Bolivia's Interior Minister Carlos Romero said that the firearms, including three shotguns, a revolver and more than two-thousand cartridges, were found in the northeastern city of Trinidad on Tuesday, AFP reported.
Police stopped the vehicle for inspection following a tip from intelligence services, the minister said, calling the incident a matter of “national security.”
“We're talking about actions that put the security of the nation in danger, about actions that call into question the respect for state institutions and the laws of the Bolivian state,” he said.
Bolivian President Evo Morales has recently stated that he would shut down the American embassy in La Paz if Washington continues to interfere in Bolivia’s internal affairs.
"If the US embassy continues bothering Bolivia, as it is doing now, then it is best we close the United States embassy in Bolivia because we are anti-imperialist, anti-capitalist and anti-neoliberals," Morales said.
Morales has been publicly critical of US policies towards his nation, charging that a number of non-governmental organizations (NGOs) have been engaged in spying against the country on behalf of the US.
The American embassy in Bolivia has issued a statement, claiming that Washington often provides weapons and ammunition to local police officers in many other countries to protect US diplomatic installations.
Resurgent Maoist rebels kill 15 in bus bomb attack
India : Maoist rebels killed 15 paramilitaries in western India’s Maharashtra province yesterday by detonating an improvised explosion device under their bus, writes RAHUL BEDI in New Delhi .
The strike on the Central Police Reserve Force in remote Gadchiroli district, some 1,000km (620 miles) from the state capital Mumbai, also injured 25 security personnel, many of them seriously, and officials feared the death toll could rise.
The attack was the deadliest by the left-wing rebels, who claim inspiration from Chinese revolutionary leader Mao Zedong.
Yesterday’s attack follows the kidnapping of two Italians and a local legislator in eastern Orissa state in separate incidents earlier this month. One of the abducted Italians was released over the weekend, but the other two remain in Maoist custody.

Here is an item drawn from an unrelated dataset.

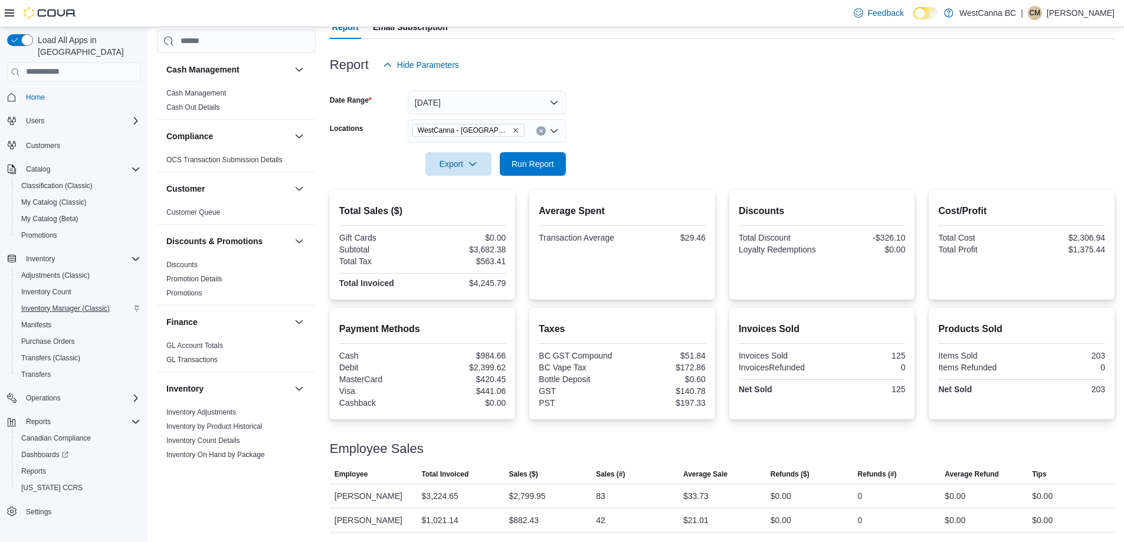 This screenshot has width=1124, height=542. What do you see at coordinates (215, 455) in the screenshot?
I see `span: Inventory On Hand by Package` at bounding box center [215, 455].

Before the kidnappings – the first by the Maoists which have targeted foreigners – security officials assumed that because of police and paramilitary pressure they were on the run.

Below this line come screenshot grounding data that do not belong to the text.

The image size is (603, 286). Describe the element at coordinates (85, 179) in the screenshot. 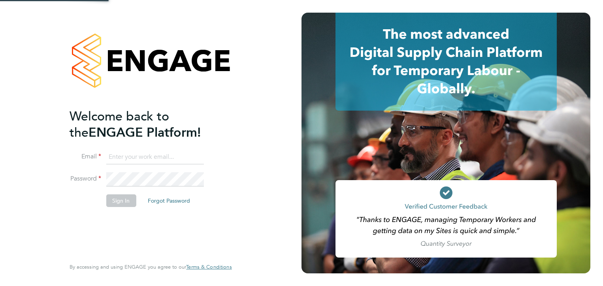

I see `label: Password` at that location.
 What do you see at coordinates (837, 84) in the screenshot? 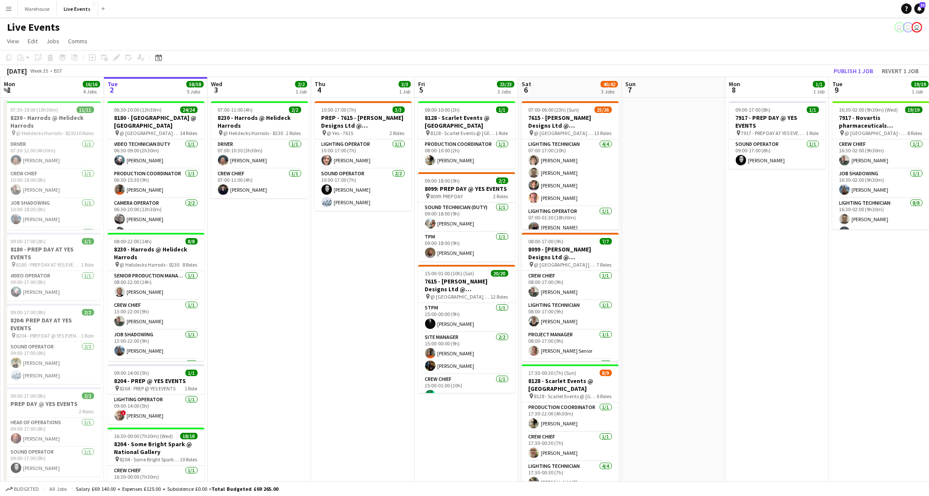
I see `span: Tue` at bounding box center [837, 84].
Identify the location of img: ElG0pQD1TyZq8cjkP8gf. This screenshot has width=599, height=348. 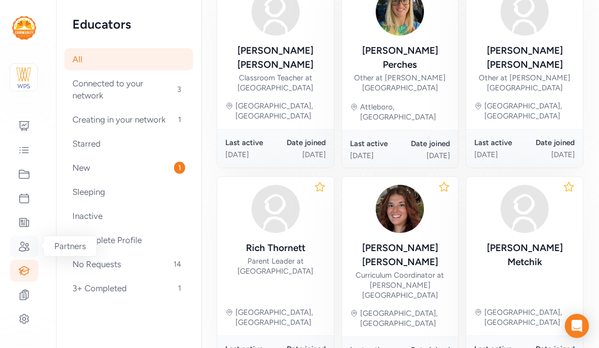
(400, 209).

But senior federal security officials said yesterday’s attack only reinforced their belief that they were merely regrouping before continuing to perpetuate their “red terror” across central, eastern and western India.
Since the late 1960s the Maoists have tapped successfully into growing resentment among India’s rural poor and vast tribal population over exploitation by a corrupt administration.
IRGC dismantles Western-backed terror group in SE Iran
Iran's Islamic Revolution Guard Corps (IRGC) has dismantled a terrorist group that recently infiltrated the Iranian territory, intending to carry out acts of terror.
The terror ring infiltrated into southeast Iran over the past few days with guidance from foreign intelligence agencies as well as terrorist groups backed by the global arrogance, IRNA reported, quoting an IRGC statement.
The IRGC forces succeeded in identifying and dismantling the gang in an intelligence taskforce operation. They killed one and captured two members of the terrorist group.
A large number of weapons, explosive devices and communication equipment were also confiscated from the terror elements.
However, the IRGC statement did not elaborate on the identity of the terror group.
Iran insists that it has been the main target and victim of Western-sponsored terrorist efforts since the victory of the Islamic Revolution in the country in 1979.
Most recently, Iranian nuclear scientists have become the key target of Western-backed terror attacks with a number current and former US and Israeli lawmakers openly urging the assassination of Iran's nuclear experts as part of their efforts to halt the country's nuclear energy program.
The IRGC Ground Forces has vowed to proceed with all-out efforts to maintain sustainable security in southeastern parts of the country and confront any move that would pose a threat to the nation.